How far do you push patient choice? What if patients make poor choices? Suppose they smoke 3 ppd and develop heart disease or lung cancer. Do you want your tax dollars paying for treatment? The situations run from suicide to “skillful neglect.” It’s one thing to decide you don’t want your hip replaced just now, but it’s something else to decide you won’t take your blood pressure medicine. The hip only impacts you personally. If you have a heart attack or stroke, Medicare will pay a bill that is due entirely to your poor choice. Is that OK?
I have friends who ride motorcycles. Is that OK? Should we allow them to decide not to wear helmets? The key difference in these scenarios is who bears the burden--the individual or society. When the individual has a communicable disease, there is a strong tradition for imposing decisions. (HIV is a notable exception, but Typhoid Mary was imprisoned.) When the individual alone is affected, as in refusal of “needed” care, that decision should be respected. I have watched Jehovah’s witnesses die from blood loss.

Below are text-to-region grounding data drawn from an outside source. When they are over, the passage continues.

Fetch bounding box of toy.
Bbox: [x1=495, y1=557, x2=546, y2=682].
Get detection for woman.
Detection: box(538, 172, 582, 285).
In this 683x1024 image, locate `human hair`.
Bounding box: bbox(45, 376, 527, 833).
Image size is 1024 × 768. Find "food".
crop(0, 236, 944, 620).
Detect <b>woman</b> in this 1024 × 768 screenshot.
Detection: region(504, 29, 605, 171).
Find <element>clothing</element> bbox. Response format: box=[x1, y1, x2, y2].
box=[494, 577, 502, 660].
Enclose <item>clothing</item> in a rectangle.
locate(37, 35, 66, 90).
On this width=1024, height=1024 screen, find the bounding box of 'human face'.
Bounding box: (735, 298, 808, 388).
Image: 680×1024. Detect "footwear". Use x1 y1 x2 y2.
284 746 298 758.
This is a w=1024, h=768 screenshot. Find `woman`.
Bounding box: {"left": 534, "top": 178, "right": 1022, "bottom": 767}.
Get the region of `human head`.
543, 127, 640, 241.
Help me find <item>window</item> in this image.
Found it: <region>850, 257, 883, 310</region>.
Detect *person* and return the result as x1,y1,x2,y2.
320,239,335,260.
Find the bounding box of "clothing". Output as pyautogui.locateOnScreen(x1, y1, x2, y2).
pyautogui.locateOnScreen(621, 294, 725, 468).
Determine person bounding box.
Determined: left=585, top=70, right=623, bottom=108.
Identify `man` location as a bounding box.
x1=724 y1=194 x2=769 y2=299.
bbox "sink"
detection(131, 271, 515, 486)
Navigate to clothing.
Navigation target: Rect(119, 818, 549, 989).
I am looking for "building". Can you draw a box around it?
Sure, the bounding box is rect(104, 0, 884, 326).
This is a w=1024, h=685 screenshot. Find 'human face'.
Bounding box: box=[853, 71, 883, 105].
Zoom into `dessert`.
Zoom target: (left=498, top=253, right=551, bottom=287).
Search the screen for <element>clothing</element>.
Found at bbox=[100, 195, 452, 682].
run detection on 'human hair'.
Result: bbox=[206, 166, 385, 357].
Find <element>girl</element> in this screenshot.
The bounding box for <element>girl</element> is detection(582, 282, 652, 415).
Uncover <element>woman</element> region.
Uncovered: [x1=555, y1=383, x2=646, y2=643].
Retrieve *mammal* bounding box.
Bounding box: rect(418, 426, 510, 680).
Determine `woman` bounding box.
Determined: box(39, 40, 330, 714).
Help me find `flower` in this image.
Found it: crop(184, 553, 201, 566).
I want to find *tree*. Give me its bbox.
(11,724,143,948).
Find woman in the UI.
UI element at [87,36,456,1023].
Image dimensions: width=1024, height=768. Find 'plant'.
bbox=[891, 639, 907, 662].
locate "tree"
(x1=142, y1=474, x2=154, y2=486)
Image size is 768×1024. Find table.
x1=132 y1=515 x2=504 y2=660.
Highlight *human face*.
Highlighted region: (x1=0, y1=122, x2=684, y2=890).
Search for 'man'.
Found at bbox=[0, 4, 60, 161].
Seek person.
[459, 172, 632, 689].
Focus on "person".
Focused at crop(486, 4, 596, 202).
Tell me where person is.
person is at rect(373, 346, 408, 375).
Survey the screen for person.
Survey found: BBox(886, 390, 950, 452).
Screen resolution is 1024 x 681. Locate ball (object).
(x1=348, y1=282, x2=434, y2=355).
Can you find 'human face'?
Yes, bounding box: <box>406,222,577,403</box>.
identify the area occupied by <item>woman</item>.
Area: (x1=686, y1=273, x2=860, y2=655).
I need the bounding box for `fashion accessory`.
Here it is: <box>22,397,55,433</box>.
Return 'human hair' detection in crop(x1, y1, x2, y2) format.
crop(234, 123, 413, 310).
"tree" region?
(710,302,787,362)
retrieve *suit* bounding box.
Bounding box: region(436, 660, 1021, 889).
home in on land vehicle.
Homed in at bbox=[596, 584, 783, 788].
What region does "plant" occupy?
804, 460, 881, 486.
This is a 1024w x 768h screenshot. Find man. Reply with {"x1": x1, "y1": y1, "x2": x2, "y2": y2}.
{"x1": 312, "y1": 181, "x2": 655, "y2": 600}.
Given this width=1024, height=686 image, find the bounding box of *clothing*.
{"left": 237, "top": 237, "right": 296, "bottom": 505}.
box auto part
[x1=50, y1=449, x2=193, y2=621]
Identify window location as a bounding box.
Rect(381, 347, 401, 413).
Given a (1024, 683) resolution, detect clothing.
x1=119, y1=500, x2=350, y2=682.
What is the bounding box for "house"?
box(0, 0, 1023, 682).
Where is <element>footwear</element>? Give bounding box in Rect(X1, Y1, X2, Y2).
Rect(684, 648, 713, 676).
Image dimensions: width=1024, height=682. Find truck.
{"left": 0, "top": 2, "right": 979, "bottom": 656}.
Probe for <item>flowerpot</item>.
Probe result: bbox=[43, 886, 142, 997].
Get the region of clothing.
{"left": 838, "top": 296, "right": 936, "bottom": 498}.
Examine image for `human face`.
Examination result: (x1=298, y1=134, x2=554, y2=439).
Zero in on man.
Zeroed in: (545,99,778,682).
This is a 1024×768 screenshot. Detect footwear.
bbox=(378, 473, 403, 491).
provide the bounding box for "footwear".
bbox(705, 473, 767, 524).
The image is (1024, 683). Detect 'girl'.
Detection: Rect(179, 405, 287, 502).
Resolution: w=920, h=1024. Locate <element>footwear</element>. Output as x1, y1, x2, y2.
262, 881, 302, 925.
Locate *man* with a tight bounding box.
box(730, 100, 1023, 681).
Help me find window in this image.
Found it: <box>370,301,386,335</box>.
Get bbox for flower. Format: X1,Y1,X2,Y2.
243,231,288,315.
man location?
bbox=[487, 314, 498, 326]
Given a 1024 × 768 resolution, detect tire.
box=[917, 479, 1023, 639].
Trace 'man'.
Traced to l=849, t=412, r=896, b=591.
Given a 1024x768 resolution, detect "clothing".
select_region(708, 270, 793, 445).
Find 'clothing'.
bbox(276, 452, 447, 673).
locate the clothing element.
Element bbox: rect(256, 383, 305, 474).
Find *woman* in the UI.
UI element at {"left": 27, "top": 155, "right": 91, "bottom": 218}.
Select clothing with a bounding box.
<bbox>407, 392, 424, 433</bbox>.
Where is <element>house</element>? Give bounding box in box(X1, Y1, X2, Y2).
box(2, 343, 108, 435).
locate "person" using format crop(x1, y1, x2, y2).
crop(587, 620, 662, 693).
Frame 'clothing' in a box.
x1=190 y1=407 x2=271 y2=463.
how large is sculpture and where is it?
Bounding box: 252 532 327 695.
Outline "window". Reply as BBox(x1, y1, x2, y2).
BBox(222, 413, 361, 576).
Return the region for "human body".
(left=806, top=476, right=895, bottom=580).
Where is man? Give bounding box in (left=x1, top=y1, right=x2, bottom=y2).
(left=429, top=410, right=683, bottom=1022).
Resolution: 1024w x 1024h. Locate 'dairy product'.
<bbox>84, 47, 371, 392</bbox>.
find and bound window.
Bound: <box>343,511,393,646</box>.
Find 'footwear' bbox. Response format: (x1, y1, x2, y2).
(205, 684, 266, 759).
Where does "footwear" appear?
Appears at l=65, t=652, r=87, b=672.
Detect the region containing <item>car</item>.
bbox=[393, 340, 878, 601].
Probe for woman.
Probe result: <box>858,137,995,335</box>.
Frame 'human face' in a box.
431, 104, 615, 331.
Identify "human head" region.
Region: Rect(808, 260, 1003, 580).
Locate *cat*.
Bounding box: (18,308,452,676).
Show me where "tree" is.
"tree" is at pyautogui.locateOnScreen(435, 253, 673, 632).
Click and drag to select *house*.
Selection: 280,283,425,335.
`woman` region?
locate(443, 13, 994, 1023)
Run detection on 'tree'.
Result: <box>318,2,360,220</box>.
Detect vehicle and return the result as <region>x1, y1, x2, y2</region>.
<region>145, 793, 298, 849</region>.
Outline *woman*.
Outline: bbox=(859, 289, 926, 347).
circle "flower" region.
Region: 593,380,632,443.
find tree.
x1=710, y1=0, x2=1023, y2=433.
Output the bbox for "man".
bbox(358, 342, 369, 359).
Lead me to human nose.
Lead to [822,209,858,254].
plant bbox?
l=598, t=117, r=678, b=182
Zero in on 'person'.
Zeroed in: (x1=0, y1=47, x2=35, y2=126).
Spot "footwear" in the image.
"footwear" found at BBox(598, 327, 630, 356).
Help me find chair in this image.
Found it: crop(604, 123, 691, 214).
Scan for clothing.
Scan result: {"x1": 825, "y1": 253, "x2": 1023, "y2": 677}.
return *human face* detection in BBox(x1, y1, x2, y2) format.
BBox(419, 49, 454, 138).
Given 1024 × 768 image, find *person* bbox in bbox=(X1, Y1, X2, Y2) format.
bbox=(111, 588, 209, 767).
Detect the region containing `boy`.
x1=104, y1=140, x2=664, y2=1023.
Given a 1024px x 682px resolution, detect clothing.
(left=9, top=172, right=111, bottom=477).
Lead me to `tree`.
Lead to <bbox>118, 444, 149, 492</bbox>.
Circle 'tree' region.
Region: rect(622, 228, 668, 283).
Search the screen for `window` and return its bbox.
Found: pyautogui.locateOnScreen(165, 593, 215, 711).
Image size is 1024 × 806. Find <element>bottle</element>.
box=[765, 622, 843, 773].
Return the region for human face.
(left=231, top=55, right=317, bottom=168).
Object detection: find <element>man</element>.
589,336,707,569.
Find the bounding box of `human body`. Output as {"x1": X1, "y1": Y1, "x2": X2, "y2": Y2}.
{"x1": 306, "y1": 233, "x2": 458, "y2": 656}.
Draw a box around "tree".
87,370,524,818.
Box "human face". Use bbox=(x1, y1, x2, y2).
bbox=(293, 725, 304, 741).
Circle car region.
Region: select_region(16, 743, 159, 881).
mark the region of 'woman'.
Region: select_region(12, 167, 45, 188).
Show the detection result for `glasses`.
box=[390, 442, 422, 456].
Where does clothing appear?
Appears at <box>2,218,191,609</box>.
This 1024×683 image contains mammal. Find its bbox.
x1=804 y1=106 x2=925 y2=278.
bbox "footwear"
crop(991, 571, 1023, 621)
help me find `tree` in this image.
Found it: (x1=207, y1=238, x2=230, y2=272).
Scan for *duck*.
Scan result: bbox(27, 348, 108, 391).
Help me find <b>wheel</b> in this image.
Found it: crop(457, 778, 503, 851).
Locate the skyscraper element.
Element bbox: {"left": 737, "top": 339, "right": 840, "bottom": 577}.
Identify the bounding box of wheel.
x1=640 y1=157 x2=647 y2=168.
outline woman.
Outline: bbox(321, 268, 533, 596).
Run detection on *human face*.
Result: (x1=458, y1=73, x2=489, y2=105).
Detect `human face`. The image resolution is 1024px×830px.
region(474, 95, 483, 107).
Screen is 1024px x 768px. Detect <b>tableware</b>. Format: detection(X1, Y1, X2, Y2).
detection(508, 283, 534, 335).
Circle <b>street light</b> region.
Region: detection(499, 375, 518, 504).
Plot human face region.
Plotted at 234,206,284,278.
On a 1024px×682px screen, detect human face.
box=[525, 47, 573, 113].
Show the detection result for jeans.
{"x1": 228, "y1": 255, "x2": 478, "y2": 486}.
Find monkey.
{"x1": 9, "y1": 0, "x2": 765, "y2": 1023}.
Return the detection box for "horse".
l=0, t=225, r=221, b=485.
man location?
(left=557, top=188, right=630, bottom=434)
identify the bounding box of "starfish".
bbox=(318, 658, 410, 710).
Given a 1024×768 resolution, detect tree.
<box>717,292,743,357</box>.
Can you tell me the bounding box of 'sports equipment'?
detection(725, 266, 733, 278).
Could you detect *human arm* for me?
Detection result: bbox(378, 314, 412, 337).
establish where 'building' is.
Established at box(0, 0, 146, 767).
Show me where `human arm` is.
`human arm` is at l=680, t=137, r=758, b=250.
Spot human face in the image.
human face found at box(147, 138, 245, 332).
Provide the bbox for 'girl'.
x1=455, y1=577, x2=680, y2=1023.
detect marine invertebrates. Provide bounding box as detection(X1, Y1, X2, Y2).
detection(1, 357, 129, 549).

On the other hand, Medicare paid for my friend to have both knees replaced, even tho he is 100 pounds overweight. I think that is wrong. We have patients in our system who refuse to have a colonoscopy and then develop colon cancer. Who should pay for their care? Before you answer, consider this: in one physician practice, 90% of eligible patients have colonscopy. In another only 20% do so. Now who should pay? Who’s responsibility is it to convince patients that preventive care is worth the money? One of our physicians objected to my monitoring his success with indicated mammograms. “We put a sign on the bulletin board. Isn’t that good enough!”
Today, much of healthcare is driven by personal habits--smoking, drinking, inactivity, obesity. Patients are free to choose to do those things, but they also must choose to pay for the consequences.
The real question is preventive care. As costs shift to patients, the first casualty will be preventive care. Perhaps we should shift responsibility for the public’s health (not healthcare) back to the public health departments. I got my immunizations at the county health department. Maybe it’s time to go back.